Marketing: Are You Experienced?

What is “experience marketing”? At a Thursday morning seminar, Holly Wesche Conn, of Wesche Jewelers in Melbourne, Fla., said it is “to consciously work to create a specific type of experience for the customers in your store.” Quoting marketing guru and best-selling author Jack Trout, Wesche Conn cautioned her audience, “Differentiate or die.”

The main components of experience marketing are the physical environment of your store (architecture, layout, decor, showcase presentation, amenities, maintenance, and cleanliness) and store personnel. But first, Wesche Conn said, define your experience. Exclude universals of providing value and customer service, and focus on what makes you distinct.

Wesche Conn used Wesche Jewelers, founded by her parents Jim and June Wesche in 1977, to illustrate experience marketing. Wesche’s goals, she said, are to “provide customers with feelings that they are in a luxury resort hotel with a Mediterranean flair,” “invite the customer to explore and discuss,” and “promote their company history, jewelry expertise, and reputation in the community.”

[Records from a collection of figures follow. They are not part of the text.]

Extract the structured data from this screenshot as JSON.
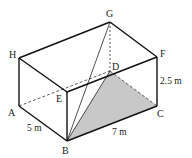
{
  "diagram": {
    "type": "cuboid",
    "colors": {
      "edge": "#111111",
      "hidden": "#333333",
      "shade": "#c8c8c8"
    },
    "vertices": {
      "A": {
        "label": "A",
        "x": 19,
        "y": 106
      },
      "B": {
        "label": "B",
        "x": 67,
        "y": 141
      },
      "C": {
        "label": "C",
        "x": 157,
        "y": 106
      },
      "D": {
        "label": "D",
        "x": 110,
        "y": 71
      },
      "E": {
        "label": "E",
        "x": 67,
        "y": 92
      },
      "F": {
        "label": "F",
        "x": 157,
        "y": 57
      },
      "G": {
        "label": "G",
        "x": 110,
        "y": 22
      },
      "H": {
        "label": "H",
        "x": 19,
        "y": 58
      }
    },
    "dimensions": {
      "AB": "5 m",
      "BC": "7 m",
      "CF": "2.5 m"
    },
    "shaded_region": [
      "B",
      "D",
      "C"
    ],
    "diagonals": [
      "BG",
      "BD"
    ]
  }
}
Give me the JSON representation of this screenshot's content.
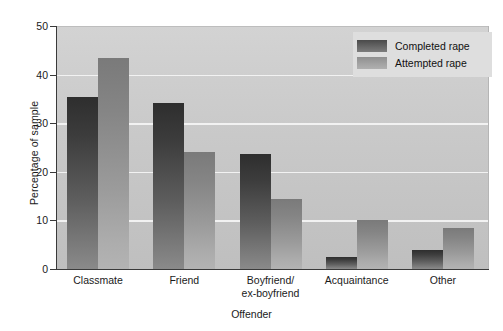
{
  "chart_data": {
    "type": "bar",
    "title": "",
    "xlabel": "Offender",
    "ylabel": "Percentage of sample",
    "ylim": [
      0,
      50
    ],
    "yticks": [
      0,
      10,
      20,
      30,
      40,
      50
    ],
    "ytick_labels": [
      "0",
      "10",
      "20",
      "30",
      "40",
      "50"
    ],
    "grid": true,
    "gridlines_at": [
      10,
      20,
      30,
      40
    ],
    "legend_position": "top-right",
    "categories": [
      "Classmate",
      "Friend",
      "Boyfriend/ex-boyfriend",
      "Acquaintance",
      "Other"
    ],
    "category_lines": [
      [
        "Classmate"
      ],
      [
        "Friend"
      ],
      [
        "Boyfriend/",
        "ex-boyfriend"
      ],
      [
        "Acquaintance"
      ],
      [
        "Other"
      ]
    ],
    "series": [
      {
        "name": "Completed rape",
        "color": "#3c3c3c",
        "values": [
          35.4,
          34.2,
          23.7,
          2.5,
          4.0
        ]
      },
      {
        "name": "Attempted rape",
        "color": "#9b9b9b",
        "values": [
          43.4,
          24.0,
          14.5,
          10.0,
          8.5
        ]
      }
    ]
  },
  "legend": {
    "items": [
      {
        "label": "Completed rape",
        "swatch": "completed"
      },
      {
        "label": "Attempted rape",
        "swatch": "attempted"
      }
    ]
  },
  "colors": {
    "plot_background": "#c9c9c9",
    "gridline": "#f2f2f2",
    "axis": "#3a3a3a",
    "legend_background": "#dedede",
    "completed_bar": "#3c3c3c",
    "attempted_bar": "#9b9b9b"
  }
}
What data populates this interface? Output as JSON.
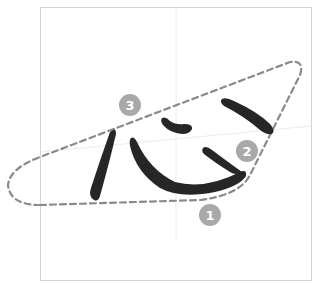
{
  "diagram": {
    "character": "心",
    "colors": {
      "frame": "#d4d4d4",
      "guide": "#ececec",
      "ink": "#262626",
      "outline": "#8a8a8a",
      "marker_fill": "#a9a9a9",
      "marker_text": "#ffffff"
    },
    "markers": [
      {
        "label": "1"
      },
      {
        "label": "2"
      },
      {
        "label": "3"
      }
    ]
  }
}
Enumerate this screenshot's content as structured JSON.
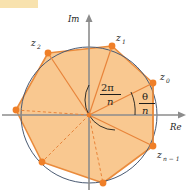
{
  "figure": {
    "axes": {
      "imaginary_label": "Im",
      "real_label": "Re"
    },
    "point_labels": [
      {
        "name": "z0",
        "base": "z",
        "sub": "0",
        "x": 160,
        "y": 80
      },
      {
        "name": "z1",
        "base": "z",
        "sub": "1",
        "x": 116,
        "y": 41
      },
      {
        "name": "z2",
        "base": "z",
        "sub": "2",
        "x": 32,
        "y": 46
      },
      {
        "name": "zn-1",
        "base": "z",
        "sub": "n − 1",
        "x": 158,
        "y": 156
      }
    ],
    "angle_annotations": [
      {
        "name": "central-angle",
        "numerator": "2π",
        "denominator": "n"
      },
      {
        "name": "offset-angle",
        "numerator": "θ",
        "denominator": "n"
      }
    ],
    "colors": {
      "polygon_fill": "#f9c890",
      "polygon_stroke": "#ea8b3c",
      "vertex_dot": "#ef7f28",
      "radius_solid": "#e8843a",
      "radius_dashed": "#e8843a",
      "circle_stroke": "#4a5a72",
      "axis_stroke": "#8c8c8c",
      "arc_stroke": "#1d1d1b",
      "corner_band": "#f8e2ae",
      "background": "#ffffff"
    },
    "geometry": {
      "center": {
        "x": 89,
        "y": 115
      },
      "circle_radius": 68,
      "vertices": [
        {
          "name": "z0",
          "x": 153,
          "y": 83,
          "radius_style": "solid"
        },
        {
          "name": "z1",
          "x": 112,
          "y": 46,
          "radius_style": "solid"
        },
        {
          "name": "z2",
          "x": 48,
          "y": 53,
          "radius_style": "solid"
        },
        {
          "name": "z3",
          "x": 16,
          "y": 110,
          "radius_style": "dashed"
        },
        {
          "name": "z4",
          "x": 42,
          "y": 162,
          "radius_style": "dashed"
        },
        {
          "name": "z5",
          "x": 103,
          "y": 183,
          "radius_style": "dashed"
        },
        {
          "name": "zn-1",
          "x": 153,
          "y": 146,
          "radius_style": "solid"
        }
      ]
    }
  }
}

Supporting the Wesche Jewelers’ concept is a harmonious and meticulous attention to detail. Wesche Conn walked retailers through her store, starting with external music and a two-story atrium at the entrance. She highlighted company history, credentials, and expertise, which cultivates both human-interest stories and professionalism. Store features include a fully branded Swarovski room, a Hearts On Fire alcove, a goldsmiths’ observatory window, a window into the vault, commemorative plaques and news clippings, customer photos, and a “brag board.” Special amenities include an extensive beverage bar, a children’s area, baby-changing area, meeting room available to nonprofits, and umbrellas. Wesche’s has a “hospitality mentality,” providing service and convenience, and anticipating customer needs. “It’s all the little things that add up to a big store experience,” Wesche Conn said.

She offered jewelry retailers tips for creating their own experience:
* Decide on a theme or vision, and brainstorm specifics to create it;
* Articulate (continually) your vision;
* Make sure the physical environment and behavior of store personnel are consistent with the experience;
* Have multiple features and elements that support your vision;
* Make every feature the best you possibly can (“You’re better off not to have it than to do it poorly”);
* Maintain consistency and attention to detail;
* Keep evaluating and look for new experiences.

Since experiences are sensory, keep in mind sight (general design and layout, showcase presentation, staff appearance, store cleanliness), sound (music choice, goldsmiths’ noise, phones/intercoms, staff chatter, external noise), smell (fresh flowers, aromatherapy, food odors, bathrooms, exterior odors), taste (food and beverage offerings), and touch (rich textures of materials).

Wesche Conn advised retailers ask themselves: Is your experience enjoyable, unique and interesting, memorable, and consistent with your theme or vision? “Don’t think just in terms of the physical; think of the behavior as well. … How does the staff make the customer feel?”